Beside me, Diana crossed her arms and took on the hard, shrewd look so familiar to me from her mother. "It must have been one of them," she said. "You know it must have been one of those women who murdered her."

I felt a chill, despite the heat of the flames. I blinked at a sudden swirl of smoke and cinders and turned to look again at the burning pyre. The fire had consumed yet more of Cassandra, had taken another portion of her away from me, and I had missed it. I opened my eyes wide despite the burning smoke. I stared at the blackened remains upon the upright bier reduced now to a bed of glowing coals. The musicians played their shrill lament. The mourners raised their cry to heaven.

How long I stared at the flames, I don't know. But when I finally turned to look behind me again, all seven of the women with their litters and their entourages had vanished as if they had never been there.

II

The last time I saw Cassandra-truly saw her, looked into her eyes and beheld not just her mortal shell but the spirit that dwelled within-was on the day of her death.

It was shortly after noon on the Nones of Sextilis, a market day, or what passed for a market day in Rome in those times of shortage and mad inflation. Bethesda felt well enough to go out that day. I went along as well, as did Diana. My son-in-law, Davus, accompanied us. In those uncertain days, it was always wise to bring along a big, hulking fellow like Davus to play bodyguard.

We were on a quest for radishes. Bethesda, who had been ill for some time, had decided that radishes, and radishes only, would cure her.

We made our way from my house on the Palatine down to the market on the far side of the Capitoline, not far from the Tiber.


Exercise
From the line with "Identify the location of button: Add." to the final line of the data below, please write out every line exactly, with no pictures.

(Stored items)
★ ★ ★
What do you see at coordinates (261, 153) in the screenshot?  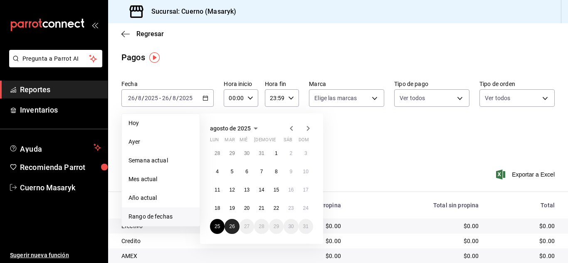 I see `abbr: 31 de julio de 2025` at bounding box center [261, 153].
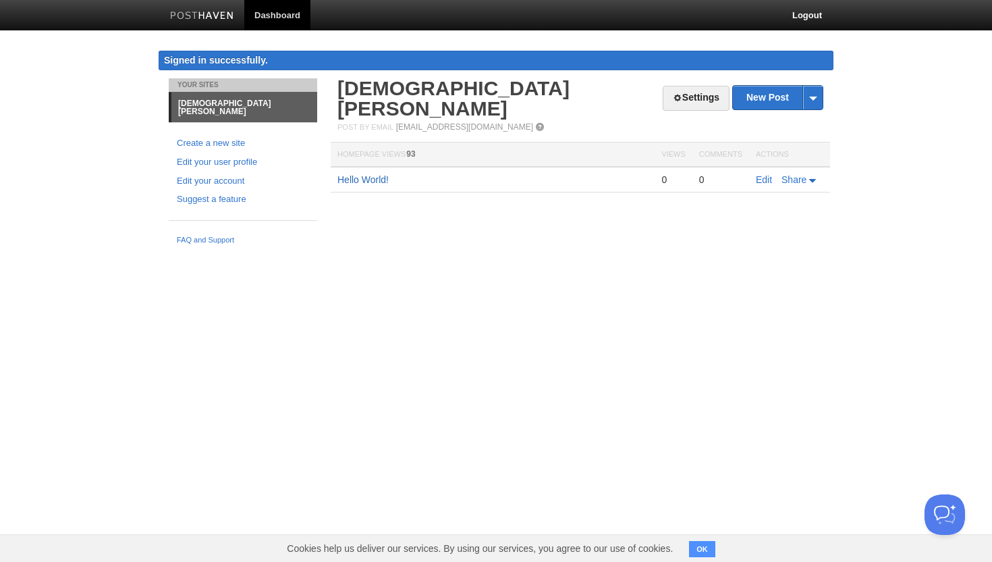  Describe the element at coordinates (790, 155) in the screenshot. I see `th: Actions` at that location.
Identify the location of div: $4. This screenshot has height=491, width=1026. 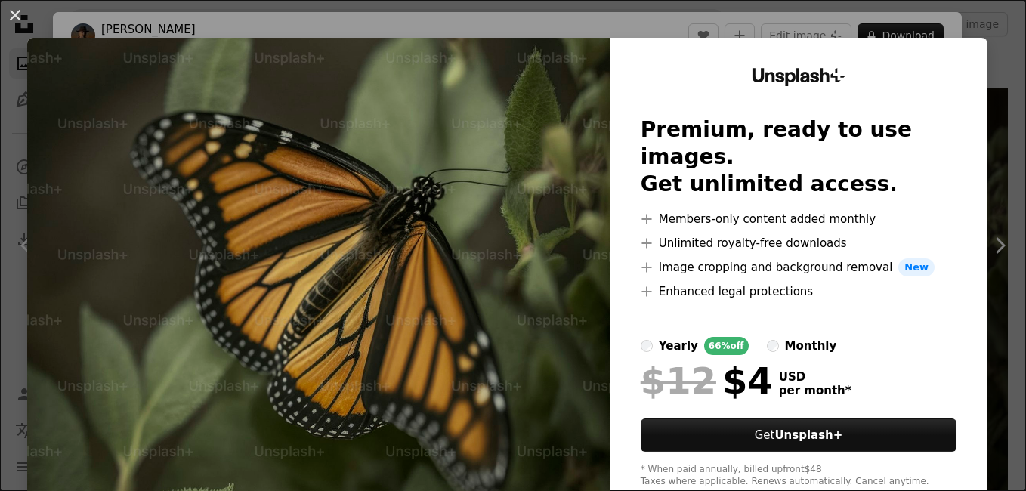
(706, 381).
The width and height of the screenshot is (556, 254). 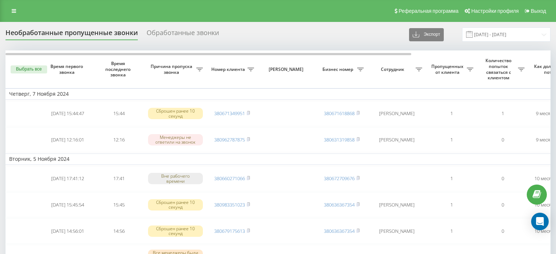 I want to click on div: Вне рабочего времени, so click(x=175, y=178).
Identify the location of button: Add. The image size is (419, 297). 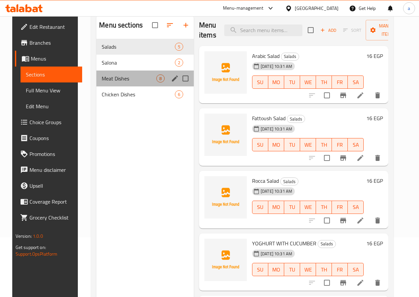
(328, 30).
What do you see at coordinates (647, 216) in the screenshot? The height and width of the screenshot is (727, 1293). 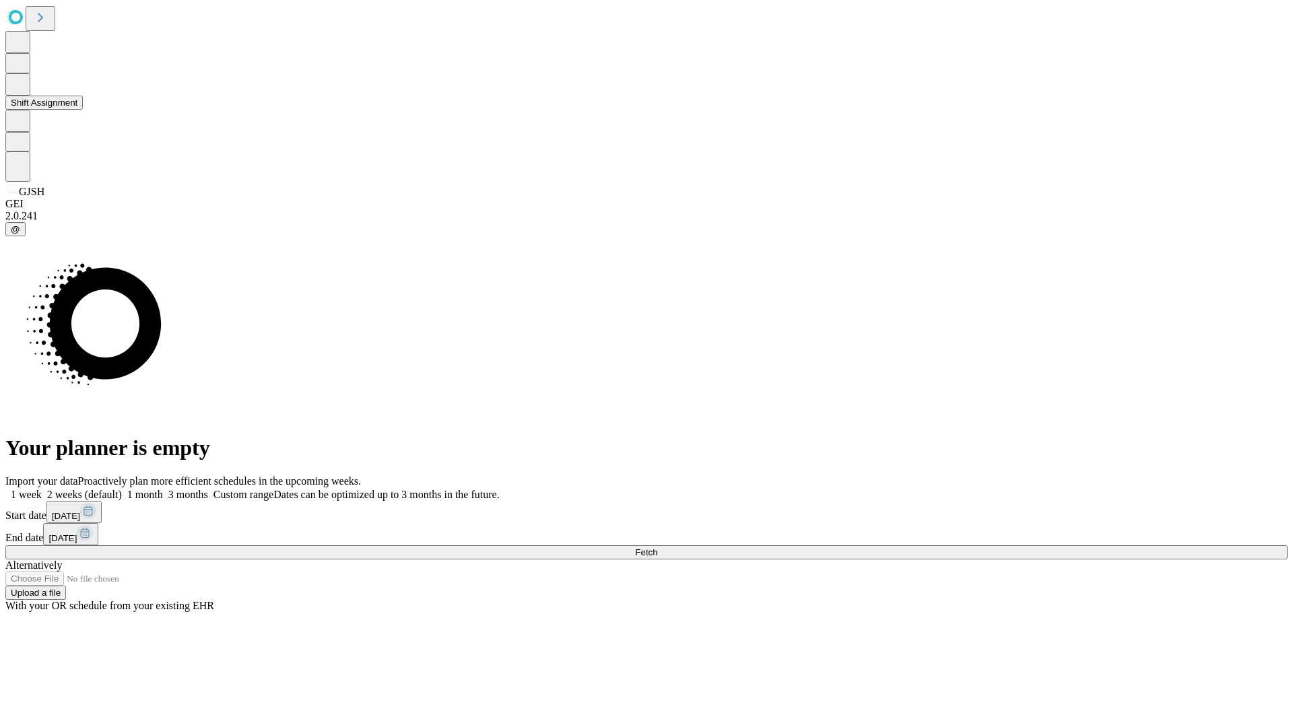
★ ★ ★
Output of the exercise
Identify the location of button: Add. The image size is (419, 297). 
(328, 30).
What do you see at coordinates (647, 216) in the screenshot? The height and width of the screenshot is (727, 1293). 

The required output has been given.